Oil tanker <em>Marlin Luanda</em> on fire after a missile attack by Houthi fighters, 60 nautical miles southeast of Aden, Yemen, January 26, 2024, Indian Navy handout via EyePress News/Reuters

Oil tanker Marlin Luanda on fire after a missile attack by Houthi fighters, 60 nautical miles southeast of Aden, Yemen, January 26, 2024

Indian Navy handout via EyePress News/Reuters

This commentary was originally published by Institute for Future Conflict on July 3, 2024.

Since November 2023, Yemen's Houthis have launched dozens of attacks on commercial shipping vessels in the Red Sea. So far, they have managed to hijack one ship, sink another, and damage several more. But the Houthi attacks have had even further-ranging effects on global trade: Up to 40 percent of traffic has been rerouted around Africa, adding significant time and cost to the journey.

In response, the United States and a coalition of forces in the Red Sea have downed a number of Houthi UAVs and missiles, launched retaliatory attacks on Houthi territory in Yemen, and attempted to prevent more hijackings. The Deputy Commander of U.S. CENTCOM described these actions as the first U.S. engagement in naval combat at this scale since World War II. The Houthi attacks haven't stopped, but while they slowed in May, down from a recent peak of 28 UAVs shot down by coalition forces on March 9, they spiked again in June.

U.S. and coalition strikes may have degraded the Houthis' launching systems, command and control nodes, and possibly stockpiles of missiles and UAVs.

There are at least four possible reasons for the slowdown. First, U.S. officials believe that U.S. and coalition strikes may have degraded the Houthis' launching systems, command and control nodes, and possibly stockpiles of missiles and UAVs. These assessments, however, are clouded by a lack of clarity about the size of the Houthis' weapons stockpiles before the U.S.-led strikes began and the Houthis' ability to be resupplied by Iran.

Second, as per public reporting, U.S. officials have apparently been engaged in private conversations with Iran, which could include discussions of de-escalation in the Red Sea.

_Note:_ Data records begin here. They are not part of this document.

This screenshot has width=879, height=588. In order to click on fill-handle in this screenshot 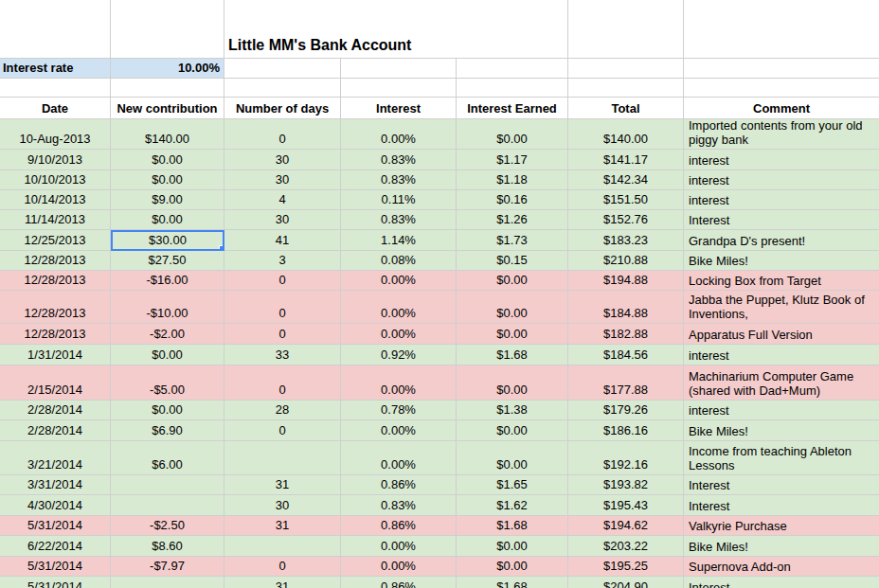, I will do `click(222, 248)`.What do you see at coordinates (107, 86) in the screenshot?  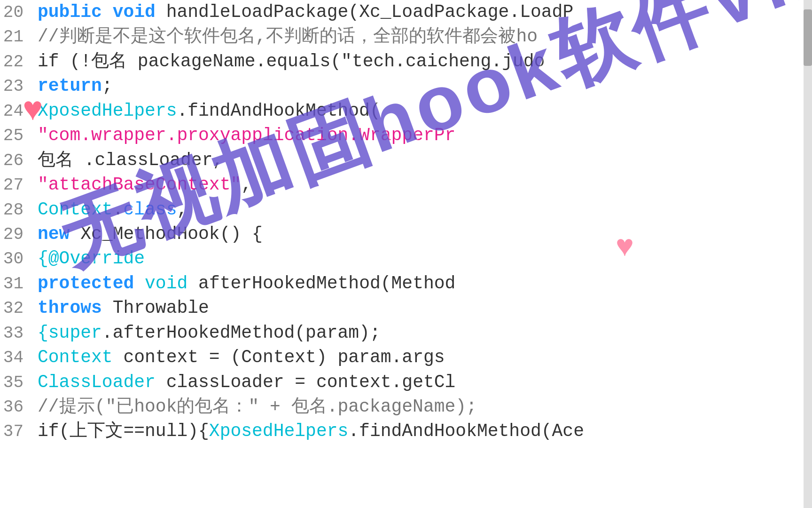 I see `code-token: ;` at bounding box center [107, 86]. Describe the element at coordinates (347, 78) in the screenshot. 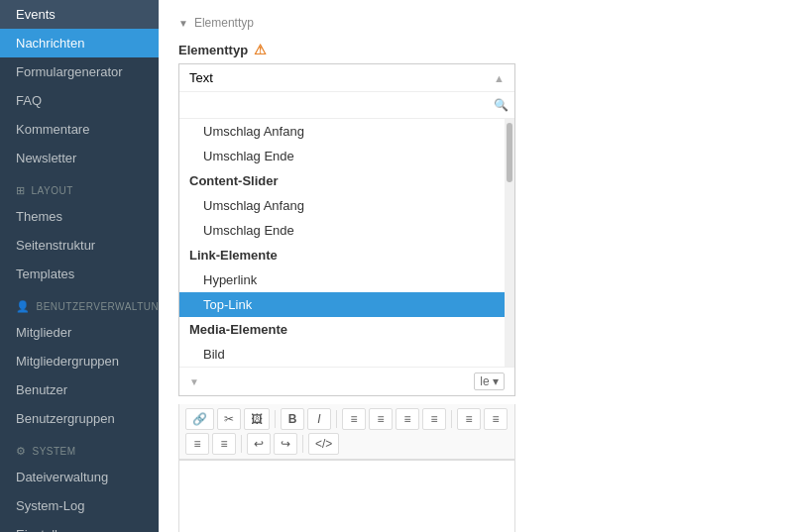

I see `select-value-display: Text ▲` at that location.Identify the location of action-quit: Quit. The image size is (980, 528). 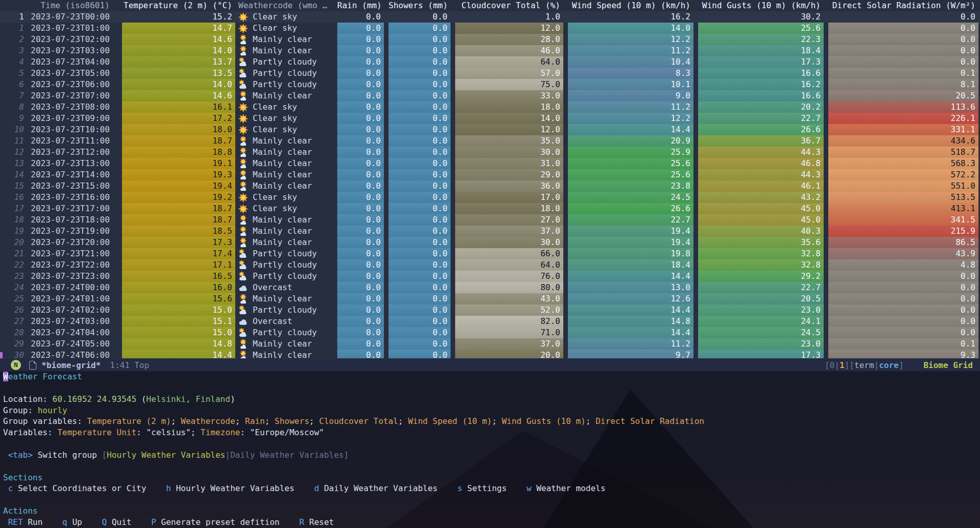
(119, 522).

Third, the Iranian ship Behshad, which is suspected of providing intelligence for Houthi attacks, recently left its position in the Gulf of Aden. That also may be having an effect. The Behshad, which appears headed back to Iran, may being trying to avoid Israeli retaliatory attacks following recent regional escalation. Or it may have been redeployed for logistical reasons. Finally, it's also possible that the Houthis simply have fewer targets, given the reduced number of commercial ships attempting to transit the Bab al-Mandeb Strait.

Even if the U.S.-led coalition degraded Houthi capabilities, it is not clear whether Iran will replace the lost munitions and vital intelligence to facilitate continued attacks. In other words, the current approach may be working now, but will it maintain de-escalation in the Red Sea in the long run? In the meantime, there are significant costs to the U.S. military associated with the Red Sea campaign, both in terms of expended munitions and readiness.

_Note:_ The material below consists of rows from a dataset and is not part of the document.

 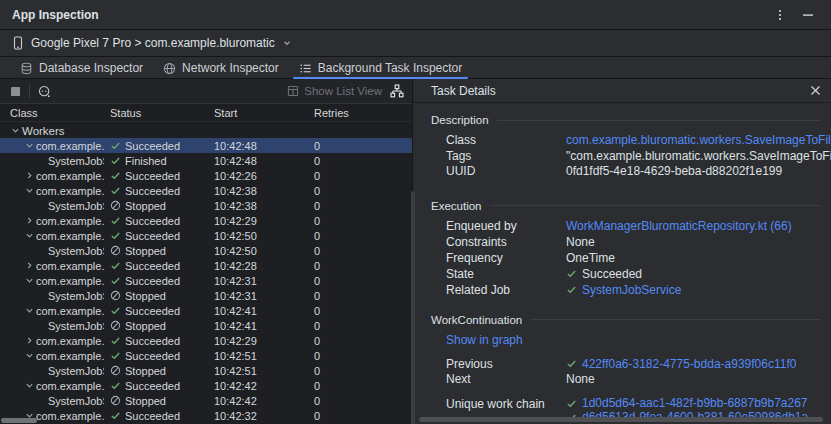 What do you see at coordinates (360, 112) in the screenshot?
I see `column-header-retries: Retries` at bounding box center [360, 112]. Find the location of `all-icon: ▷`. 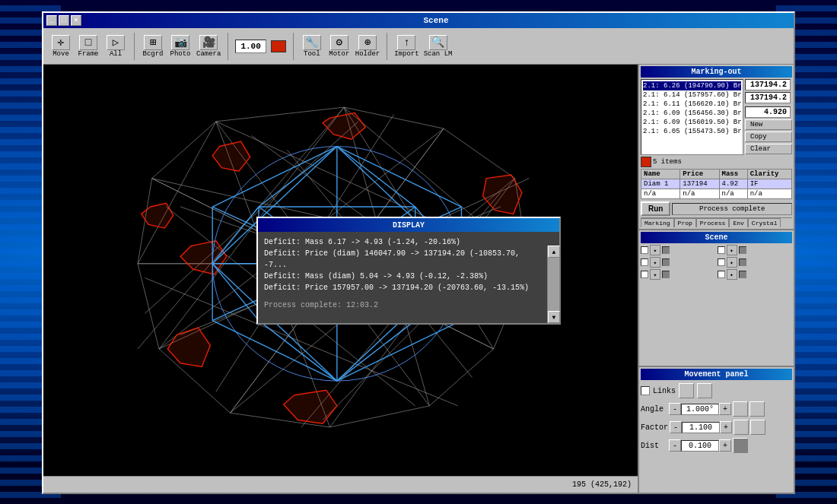

all-icon: ▷ is located at coordinates (116, 43).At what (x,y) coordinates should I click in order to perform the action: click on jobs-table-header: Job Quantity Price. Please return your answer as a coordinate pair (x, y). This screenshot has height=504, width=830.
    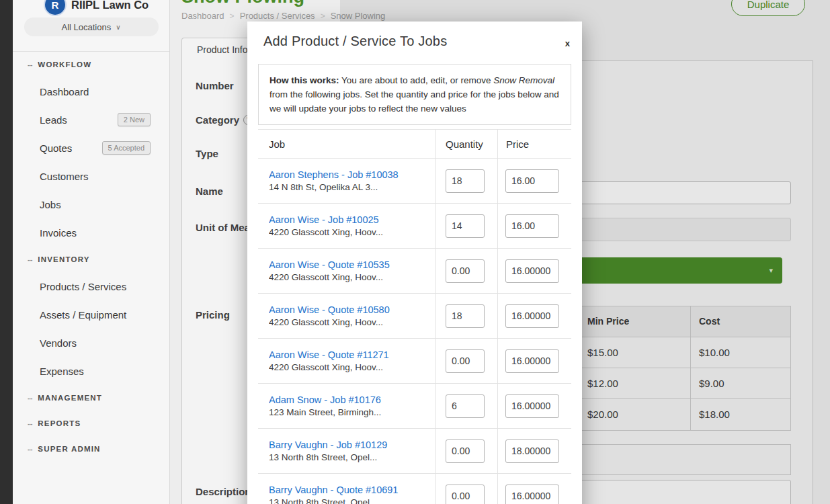
    Looking at the image, I should click on (415, 144).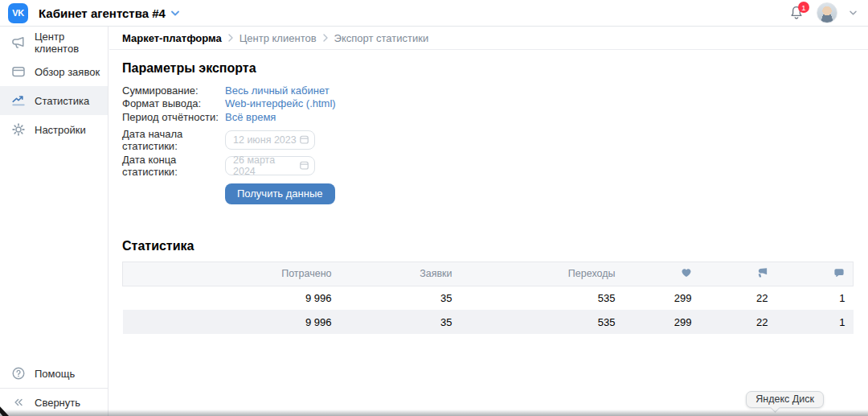  I want to click on summation-select-link: Весь личный кабинет, so click(277, 90).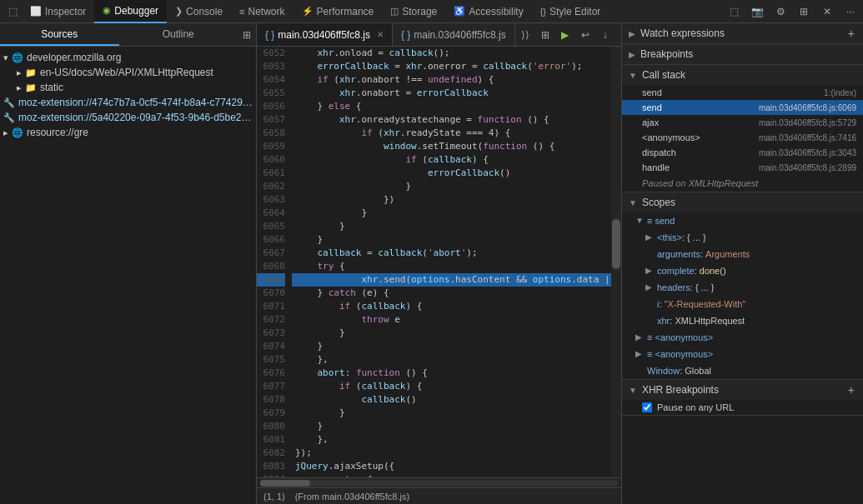 This screenshot has height=504, width=863. What do you see at coordinates (128, 132) in the screenshot?
I see `tree-item-resource-gre: ▸ 🌐 resource://gre` at bounding box center [128, 132].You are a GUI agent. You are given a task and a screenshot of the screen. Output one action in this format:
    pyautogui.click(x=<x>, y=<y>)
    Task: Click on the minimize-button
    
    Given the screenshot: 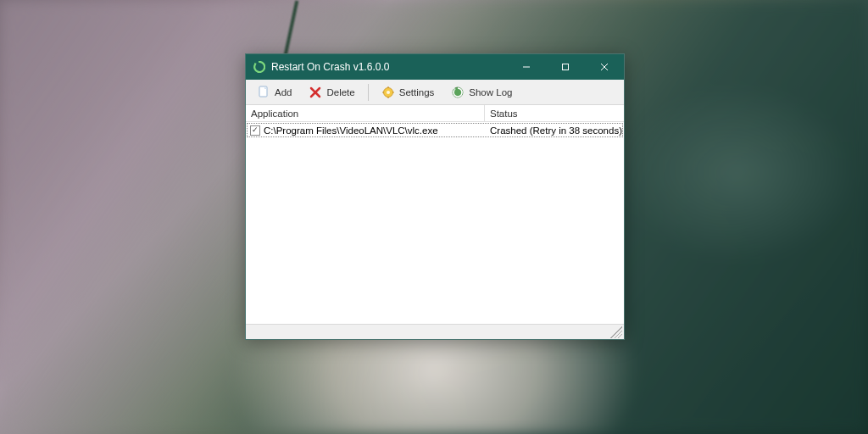 What is the action you would take?
    pyautogui.click(x=526, y=67)
    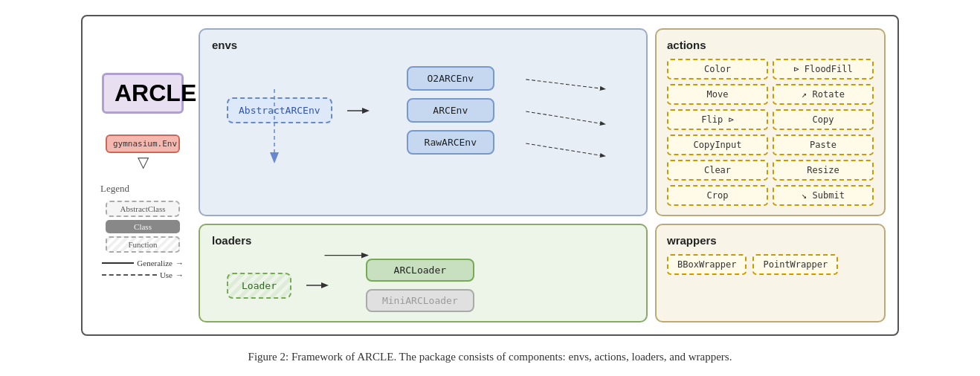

As several analysts pointed out in January, the U.S.-led coalition's strikes could prove a net benefit for the Houthis. Following a U.N.-mediated truce in Yemen's civil war, the Houthis have failed to effectively govern the majority of Yemen's population that falls under their control. Instead, the group's attempts at domestic governance had provoked increasing unrest and dissent—at least until October—due to the group's heavy-handed and repressive approach to ruling. The U.S.-led strikes give the Houthis a chance to burnish their pro-Palestine credentials and claim to be fighting Western aggression. Such messages appeal to parts of the Yemeni public, and that resonance means the Yemeni elites in the opposition also can't publicly support U.S.-led strikes.

This pattern, of short-term “wins” without a more substantial strategy to back them up, has long underlined the U.S. policy approach to Yemen, as I argue in my new book The Yemen Model. In the years following Yemen's Arab Spring, U.S. policymakers chose to view Yemen through the narrow frame of counterterrorism. They worked with their Yemeni government partner to counter Al Qaeda in the Arabian Peninsula (AQAP) without involving regular U.S. forces directly, an approach they dubbed “the Yemen model.”

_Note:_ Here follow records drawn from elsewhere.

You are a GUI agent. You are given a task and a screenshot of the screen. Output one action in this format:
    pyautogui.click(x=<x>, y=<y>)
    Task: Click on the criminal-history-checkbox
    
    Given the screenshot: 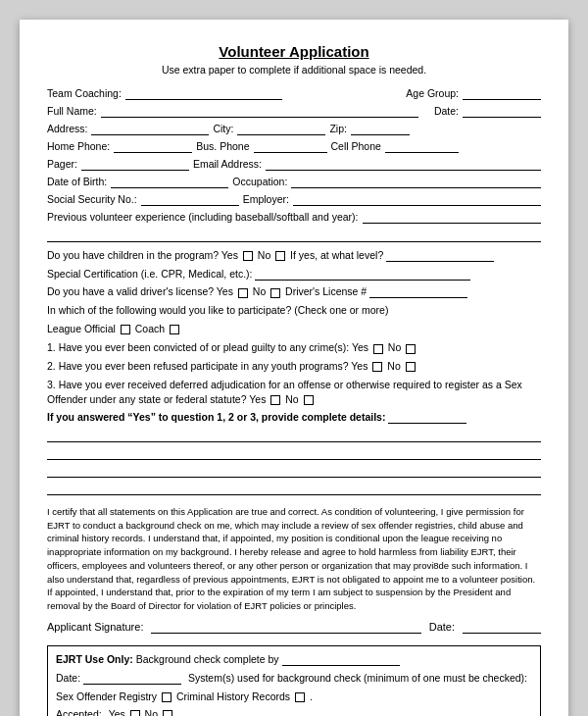 What is the action you would take?
    pyautogui.click(x=300, y=697)
    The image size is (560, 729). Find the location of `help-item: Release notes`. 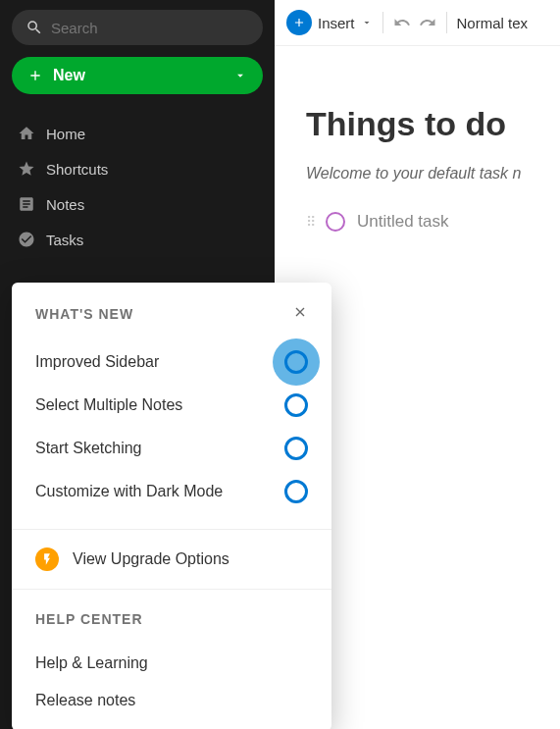

help-item: Release notes is located at coordinates (172, 701).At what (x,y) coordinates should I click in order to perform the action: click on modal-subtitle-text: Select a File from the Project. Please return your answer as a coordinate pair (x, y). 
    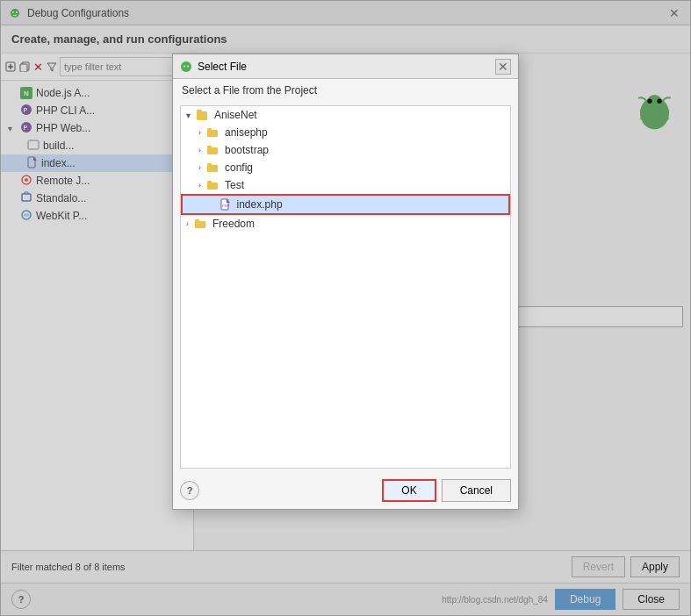
    Looking at the image, I should click on (249, 90).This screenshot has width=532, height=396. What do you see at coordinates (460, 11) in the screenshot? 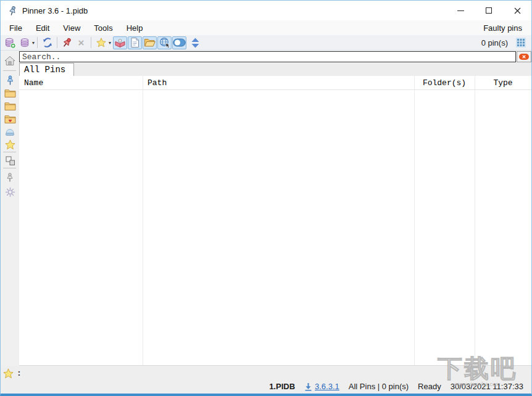
I see `minimize-icon` at bounding box center [460, 11].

The U.S.-led strikes give the Houthis a chance to burnish their pro-Palestine credentials and claim to be fighting Western aggression.

Likewise, when the Saudi-led military intervention in the war in Yemen began in March 2015, U.S. officials ultimately decided to back the intervention because they saw the need to provide support to U.S. partners at a time when those bilateral relationships had frayed. In both cases, the Yemen model–style approach, focusing so narrowly on abstract U.S. interests, blinded them to Yemen's instability, thus perpetuating those same threats.

Today, the same thing may be happening in the Red Sea. The tempo of Houthi attacks has slowed, but it is unclear what the long-term plan is for deterring future Houthi attacks and building stability in Yemen and across the Middle East region.

By not acknowledging the context of the Houthi attacks, what the Houthis are aiming to achieve, and how this is linked into the conflict in Gaza—not to mention the ongoing war in Yemen and the status of the mediation process to end it—U.S. officials are setting themselves up for a replay of the Yemen model.


Alexandra Stark is an associate policy researcher at RAND and author of the book “The Yemen Model.”